2008, Attackosaur Comics
Story: Martin Ian Smith
Art: J.C. Grande
Dr Harper is a detached, soulless man whose life is consumed by research into a cure for his comatose daughter Rosemary. As the ferocity of the German air raids increases, Harper has been desperately conducting sickening experiments, willing to sacrifice the lives of strangers at the possibility of saving his child.
Paralysis would feel at home in a ghoulish E.C. Comics inspired anthology, or equally as an episode of the Twilight Zone. The book’s ending is ambiguous to say the least, which some people may have a problem with. But not me. This is that (now) rare variety of horror whose formless terrors linger uncomfortably in a far corner of the reader’s imagination, and Smith prevents the story’s tension from deflating by forbidding us the usual pre-climax burgeoning of exposition. It’s the sort of ominous short story that Ray Bradbury once excelled at.
I particularly enjoyed the book’s 40s setting. Other than London’s Dark by James Robinson I can’t recall any other comic set in war-torn London. Grande’s monochromic art suits both the tone and the era perfectly, which is probably far trickier than it looks; the illustrations in period comics are often too modern and glossy to effective convey bleaker times.
Though the Nazi bombings don’t play a major part in the plot, they forever linger in the background, emphasising the impending end to Harper’s research, and almost allowing him to justify the atrocities he carries out in the name of science. Is there any length to which a man will not go when the world around him is perceivably at an end? The final two pages are especially striking in their simplicity, giving Paralysis a context that resonates long after you’ve returned to the present.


→ DIRECTIONS
Within the entries below, find every line that has the string "area", then copy it.

[Items from a figure collection]
::::::::::
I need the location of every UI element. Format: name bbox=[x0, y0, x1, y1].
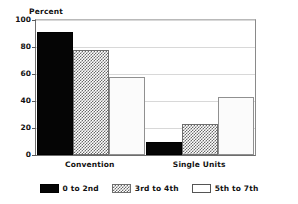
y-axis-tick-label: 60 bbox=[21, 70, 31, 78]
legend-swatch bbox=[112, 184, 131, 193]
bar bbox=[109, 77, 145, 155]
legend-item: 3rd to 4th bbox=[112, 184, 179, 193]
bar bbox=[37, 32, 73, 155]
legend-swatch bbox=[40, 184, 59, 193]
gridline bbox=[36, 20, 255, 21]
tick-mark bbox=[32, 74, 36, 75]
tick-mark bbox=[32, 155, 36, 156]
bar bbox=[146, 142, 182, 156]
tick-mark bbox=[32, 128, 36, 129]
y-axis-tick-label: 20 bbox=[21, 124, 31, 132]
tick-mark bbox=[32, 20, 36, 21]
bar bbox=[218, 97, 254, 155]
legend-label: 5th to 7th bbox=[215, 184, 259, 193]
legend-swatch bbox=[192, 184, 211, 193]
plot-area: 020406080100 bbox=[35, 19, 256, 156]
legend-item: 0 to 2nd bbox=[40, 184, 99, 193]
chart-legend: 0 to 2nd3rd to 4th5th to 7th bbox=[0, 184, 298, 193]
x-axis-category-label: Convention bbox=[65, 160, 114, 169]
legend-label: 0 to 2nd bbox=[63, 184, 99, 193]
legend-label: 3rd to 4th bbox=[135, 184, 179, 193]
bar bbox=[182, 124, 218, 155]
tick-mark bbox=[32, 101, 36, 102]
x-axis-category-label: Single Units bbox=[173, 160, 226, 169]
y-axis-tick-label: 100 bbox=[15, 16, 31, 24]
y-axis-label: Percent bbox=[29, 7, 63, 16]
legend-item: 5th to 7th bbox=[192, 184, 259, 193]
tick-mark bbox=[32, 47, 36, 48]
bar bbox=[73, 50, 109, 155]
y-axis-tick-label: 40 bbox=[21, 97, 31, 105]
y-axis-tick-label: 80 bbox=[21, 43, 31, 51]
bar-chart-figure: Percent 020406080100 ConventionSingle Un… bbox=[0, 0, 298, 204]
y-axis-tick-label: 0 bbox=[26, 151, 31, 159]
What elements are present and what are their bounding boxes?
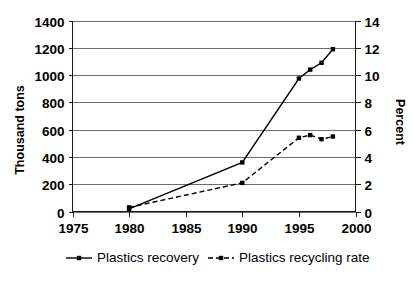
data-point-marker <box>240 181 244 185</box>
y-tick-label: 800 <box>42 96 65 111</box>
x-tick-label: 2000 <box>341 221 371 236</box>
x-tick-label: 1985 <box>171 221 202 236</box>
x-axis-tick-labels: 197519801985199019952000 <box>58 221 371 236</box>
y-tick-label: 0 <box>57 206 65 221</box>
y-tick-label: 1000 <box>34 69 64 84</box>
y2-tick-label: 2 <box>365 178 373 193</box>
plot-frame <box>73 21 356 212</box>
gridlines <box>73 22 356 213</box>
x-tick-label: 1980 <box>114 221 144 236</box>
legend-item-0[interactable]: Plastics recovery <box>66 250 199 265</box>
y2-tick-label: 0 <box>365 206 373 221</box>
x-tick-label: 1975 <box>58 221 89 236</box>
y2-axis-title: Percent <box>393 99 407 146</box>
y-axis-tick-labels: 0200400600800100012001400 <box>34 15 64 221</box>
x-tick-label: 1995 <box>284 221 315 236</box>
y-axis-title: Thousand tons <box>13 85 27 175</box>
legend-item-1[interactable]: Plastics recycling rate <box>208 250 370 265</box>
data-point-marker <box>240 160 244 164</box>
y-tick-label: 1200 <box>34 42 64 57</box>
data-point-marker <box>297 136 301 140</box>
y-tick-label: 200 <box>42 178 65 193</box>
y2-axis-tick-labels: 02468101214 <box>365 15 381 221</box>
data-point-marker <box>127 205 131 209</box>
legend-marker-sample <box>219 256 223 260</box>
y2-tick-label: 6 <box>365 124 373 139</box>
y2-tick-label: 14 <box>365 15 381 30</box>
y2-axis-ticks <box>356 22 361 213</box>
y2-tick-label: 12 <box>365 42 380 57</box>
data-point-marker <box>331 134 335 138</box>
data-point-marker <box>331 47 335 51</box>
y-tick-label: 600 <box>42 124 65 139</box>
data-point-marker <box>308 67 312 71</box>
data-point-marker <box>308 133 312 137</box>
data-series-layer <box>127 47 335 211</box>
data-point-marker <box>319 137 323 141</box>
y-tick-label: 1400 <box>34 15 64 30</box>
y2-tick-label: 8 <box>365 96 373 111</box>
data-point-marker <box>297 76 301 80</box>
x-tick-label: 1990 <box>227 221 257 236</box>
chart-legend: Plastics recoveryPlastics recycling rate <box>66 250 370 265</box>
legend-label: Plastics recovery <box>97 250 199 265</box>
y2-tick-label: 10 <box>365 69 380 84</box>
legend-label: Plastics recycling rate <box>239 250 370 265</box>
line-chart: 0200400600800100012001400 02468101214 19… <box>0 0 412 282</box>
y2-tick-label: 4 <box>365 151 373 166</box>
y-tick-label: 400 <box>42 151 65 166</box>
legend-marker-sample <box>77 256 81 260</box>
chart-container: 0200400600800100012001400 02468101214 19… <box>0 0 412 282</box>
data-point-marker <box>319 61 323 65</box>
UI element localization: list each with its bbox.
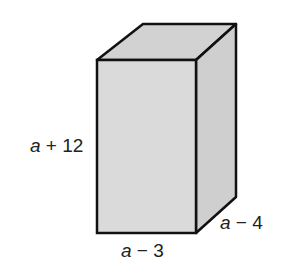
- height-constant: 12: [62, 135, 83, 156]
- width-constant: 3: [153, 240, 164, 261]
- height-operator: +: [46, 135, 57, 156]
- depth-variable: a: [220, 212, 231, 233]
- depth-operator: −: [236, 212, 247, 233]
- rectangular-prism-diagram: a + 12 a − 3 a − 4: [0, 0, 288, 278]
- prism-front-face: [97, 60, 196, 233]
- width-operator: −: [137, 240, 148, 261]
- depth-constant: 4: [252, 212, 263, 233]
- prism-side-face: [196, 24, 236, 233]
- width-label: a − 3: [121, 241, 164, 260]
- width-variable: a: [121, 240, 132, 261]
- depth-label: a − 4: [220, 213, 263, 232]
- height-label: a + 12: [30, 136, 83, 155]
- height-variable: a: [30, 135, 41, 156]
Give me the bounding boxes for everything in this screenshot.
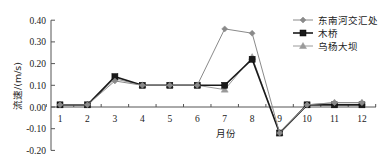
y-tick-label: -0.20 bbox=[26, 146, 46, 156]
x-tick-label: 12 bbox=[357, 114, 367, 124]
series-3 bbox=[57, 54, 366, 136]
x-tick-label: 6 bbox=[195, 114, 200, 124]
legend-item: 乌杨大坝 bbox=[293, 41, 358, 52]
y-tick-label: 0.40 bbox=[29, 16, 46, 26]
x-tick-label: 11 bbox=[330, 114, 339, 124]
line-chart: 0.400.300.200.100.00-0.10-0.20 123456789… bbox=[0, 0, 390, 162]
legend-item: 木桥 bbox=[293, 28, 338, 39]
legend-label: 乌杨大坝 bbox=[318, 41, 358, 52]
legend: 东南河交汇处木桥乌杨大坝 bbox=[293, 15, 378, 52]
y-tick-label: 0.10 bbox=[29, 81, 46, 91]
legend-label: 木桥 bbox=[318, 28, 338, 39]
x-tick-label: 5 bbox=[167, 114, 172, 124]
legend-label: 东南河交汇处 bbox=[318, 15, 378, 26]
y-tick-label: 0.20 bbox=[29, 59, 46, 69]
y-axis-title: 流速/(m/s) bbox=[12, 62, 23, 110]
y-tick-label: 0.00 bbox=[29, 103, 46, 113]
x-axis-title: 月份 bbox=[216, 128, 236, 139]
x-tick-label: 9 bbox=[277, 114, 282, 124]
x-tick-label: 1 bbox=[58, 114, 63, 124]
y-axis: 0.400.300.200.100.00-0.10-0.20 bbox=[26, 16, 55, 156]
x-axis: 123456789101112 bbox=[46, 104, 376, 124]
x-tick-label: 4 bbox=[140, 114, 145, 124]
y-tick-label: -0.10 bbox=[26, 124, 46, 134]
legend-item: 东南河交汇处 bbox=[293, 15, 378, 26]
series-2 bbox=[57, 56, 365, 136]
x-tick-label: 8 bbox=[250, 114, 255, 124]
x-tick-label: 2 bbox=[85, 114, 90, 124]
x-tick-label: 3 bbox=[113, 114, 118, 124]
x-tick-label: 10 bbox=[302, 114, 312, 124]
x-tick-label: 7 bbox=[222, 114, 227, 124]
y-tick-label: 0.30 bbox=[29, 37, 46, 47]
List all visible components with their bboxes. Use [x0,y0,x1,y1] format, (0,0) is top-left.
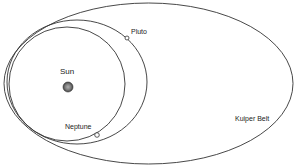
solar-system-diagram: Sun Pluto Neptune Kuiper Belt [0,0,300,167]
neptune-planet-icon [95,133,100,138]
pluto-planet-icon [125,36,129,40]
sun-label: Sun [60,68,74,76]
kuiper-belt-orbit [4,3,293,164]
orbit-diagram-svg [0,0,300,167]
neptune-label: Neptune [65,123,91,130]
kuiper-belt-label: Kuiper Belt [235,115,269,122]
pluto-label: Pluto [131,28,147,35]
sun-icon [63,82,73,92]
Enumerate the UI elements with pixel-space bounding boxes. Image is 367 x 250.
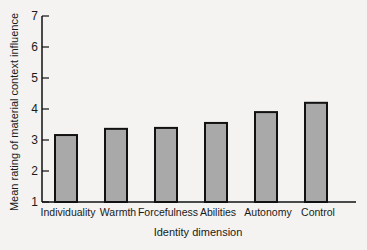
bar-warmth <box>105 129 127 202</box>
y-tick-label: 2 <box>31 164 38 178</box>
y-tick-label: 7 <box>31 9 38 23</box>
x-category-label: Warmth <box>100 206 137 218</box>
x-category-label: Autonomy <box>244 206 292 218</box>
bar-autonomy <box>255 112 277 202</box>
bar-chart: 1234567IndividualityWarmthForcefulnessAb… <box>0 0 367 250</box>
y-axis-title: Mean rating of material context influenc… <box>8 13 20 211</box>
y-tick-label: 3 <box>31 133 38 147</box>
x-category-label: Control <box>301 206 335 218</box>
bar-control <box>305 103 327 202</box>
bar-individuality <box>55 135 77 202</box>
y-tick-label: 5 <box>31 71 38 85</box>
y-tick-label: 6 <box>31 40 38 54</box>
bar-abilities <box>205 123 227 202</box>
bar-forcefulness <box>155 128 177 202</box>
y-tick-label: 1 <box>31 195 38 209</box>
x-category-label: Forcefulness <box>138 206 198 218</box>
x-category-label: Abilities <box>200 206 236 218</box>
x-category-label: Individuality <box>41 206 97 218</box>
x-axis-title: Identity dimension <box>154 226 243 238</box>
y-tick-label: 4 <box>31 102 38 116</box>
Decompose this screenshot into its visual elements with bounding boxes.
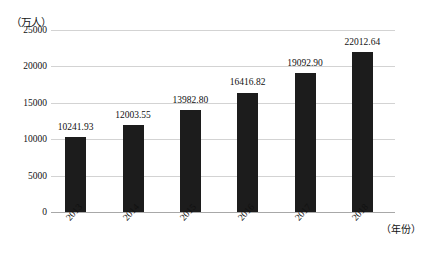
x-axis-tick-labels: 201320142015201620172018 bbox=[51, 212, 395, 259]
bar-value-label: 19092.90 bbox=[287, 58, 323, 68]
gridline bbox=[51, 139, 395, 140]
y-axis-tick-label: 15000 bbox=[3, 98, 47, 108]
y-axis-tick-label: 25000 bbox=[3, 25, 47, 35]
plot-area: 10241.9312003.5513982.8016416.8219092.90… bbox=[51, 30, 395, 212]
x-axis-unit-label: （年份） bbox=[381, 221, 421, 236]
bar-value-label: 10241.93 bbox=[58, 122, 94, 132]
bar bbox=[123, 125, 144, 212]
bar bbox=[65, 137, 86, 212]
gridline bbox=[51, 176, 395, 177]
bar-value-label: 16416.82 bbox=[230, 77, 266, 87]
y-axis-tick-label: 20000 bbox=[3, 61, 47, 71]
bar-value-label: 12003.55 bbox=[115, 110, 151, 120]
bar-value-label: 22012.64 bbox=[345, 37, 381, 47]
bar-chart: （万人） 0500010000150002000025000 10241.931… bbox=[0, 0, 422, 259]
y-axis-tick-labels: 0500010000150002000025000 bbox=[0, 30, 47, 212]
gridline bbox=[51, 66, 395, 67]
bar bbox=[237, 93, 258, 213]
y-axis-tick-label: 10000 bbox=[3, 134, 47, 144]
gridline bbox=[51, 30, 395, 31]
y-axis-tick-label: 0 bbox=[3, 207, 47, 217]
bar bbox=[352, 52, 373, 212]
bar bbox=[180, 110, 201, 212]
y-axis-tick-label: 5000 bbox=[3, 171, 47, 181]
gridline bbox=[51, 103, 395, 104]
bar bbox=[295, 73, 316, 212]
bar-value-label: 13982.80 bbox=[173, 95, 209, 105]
::::::::::
→ SOLUTION FOR THIS EXERCISE
plot-area: 020406080100 bbox=[35, 19, 256, 156]
plot-area: 10241.9312003.5513982.8016416.8219092.90… bbox=[51, 30, 395, 212]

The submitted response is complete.